Posted on:2008-03-06Degree:Ph.DType:Dissertation
University:New York UniversityCandidate:Adams, Ellen EFull Text:PDF
GTID:1445390005959270Subject:Art history
Abstract/Summary:
This dissertation focuses on the shifting position of French Surrealism during World War II and its immediate aftermath. My historical and contextual analysis examines what was at stake for the Surrealists faced with exile, clandestine activities conducted by Main a Plume during the German Occupation, and a radically changed postwar cultural milieu. I scrutinize Surrealist practice as visual strategy, intellectual history, political engagement, and cultural critique. Postwar Surrealism established its position in relation to the strategies of Jean-Paul Sartre's Existentialism, the cultural policies of the French Communist Party (P.C.F.) articulated by Louis Aragon, and the re-emerging Parisian avant-garde.;I analyze how artists, writers, and group exhibitions made concrete the expanded wartime boundaries of the movement and how physical sites of exile informed Surrealist activities.

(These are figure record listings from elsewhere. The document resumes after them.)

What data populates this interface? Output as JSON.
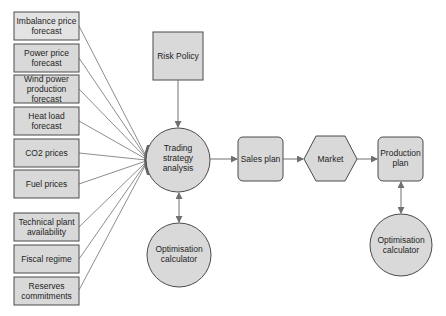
{
  "diagram": {
    "colors": {
      "fill": "#d9d9d9",
      "stroke": "#4a4a4a",
      "line": "#707070",
      "background": "#ffffff"
    },
    "inputs": [
      {
        "id": "imbalance",
        "lines": [
          "Imbalance price",
          "forecast"
        ]
      },
      {
        "id": "power-price",
        "lines": [
          "Power price",
          "forecast"
        ]
      },
      {
        "id": "wind-power",
        "lines": [
          "Wind power",
          "production",
          "forecast"
        ]
      },
      {
        "id": "heat-load",
        "lines": [
          "Heat load",
          "forecast"
        ]
      },
      {
        "id": "co2",
        "lines": [
          "CO2 prices"
        ]
      },
      {
        "id": "fuel",
        "lines": [
          "Fuel prices"
        ]
      },
      {
        "id": "technical",
        "lines": [
          "Technical plant",
          "availability"
        ]
      },
      {
        "id": "fiscal",
        "lines": [
          "Fiscal regime"
        ]
      },
      {
        "id": "reserves",
        "lines": [
          "Reserves",
          "commitments"
        ]
      }
    ],
    "risk_policy": {
      "lines": [
        "Risk Policy"
      ]
    },
    "trading": {
      "lines": [
        "Trading",
        "strategy",
        "analysis"
      ]
    },
    "optimisation_left": {
      "lines": [
        "Optimisation",
        "calculator"
      ]
    },
    "sales_plan": {
      "lines": [
        "Sales plan"
      ]
    },
    "market": {
      "lines": [
        "Market"
      ]
    },
    "production_plan": {
      "lines": [
        "Production",
        "plan"
      ]
    },
    "optimisation_right": {
      "lines": [
        "Optimisation",
        "calculator"
      ]
    }
  }
}
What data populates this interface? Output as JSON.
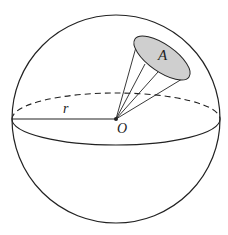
{
  "figure": {
    "type": "sphere-solid-angle-diagram",
    "labels": {
      "area": "A",
      "radius": "r",
      "center": "O"
    },
    "colors": {
      "stroke": "#222222",
      "cap_fill": "#cfcfcf",
      "background": "#ffffff"
    },
    "elements": {
      "sphere": "outer circle",
      "equator_front": "solid lower half of equatorial ellipse",
      "equator_back": "dashed upper half of equatorial ellipse",
      "radius_line": "line from left edge to center O",
      "cone": "lines from O to spherical cap A",
      "cap": "shaded elliptical area A on sphere surface"
    }
  }
}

War-era journals---View, VVV, and Dyn---provided intellectual spaces for the promotion of both Surrealist ideas and dissent among members of the group. I also consider Andre Breton's search for a new Surrealist myth, an inquest that paralleled the contemporary preoccupation with mythical subjects among Abstract Expressionists such as Adolph Gottlieb, Barnett Newman, and Jackson Pollock.;To address the Surrealists' return to France, I utilize the sociological theory of boundary disputes to assess how postwar ideological clashes established parameters of debates. Significantly, I argue that the Communist and Existentialist intelligentsia defined themselves in relation to the Surrealists, and kept the group in public view until its first exhibition of the postwar period, Surrealism in 1947. The poetic origins, international roster, and critical reception of the exhibition, which promoted esotericism and mythical initiation, are examined as well.;Shifting postwar definitions of 'real' and 'realism' are also analyzed, and the approach of Surrealist artists and writers---Georges Bataille, Victor Brauner, Charles Duits, Jindrich Heisler, and Toyen, among others---is compared with that of Socialist Realism (adopted as official P.C.F. policy in 1947) and the brute materialism of Jean Dubuffet. In the broadest terms, this dissertation explores to what extent artistic practice can be bound to social practice, and how the Surrealists modified yet maintained their carefully crafted revolutionary mantle.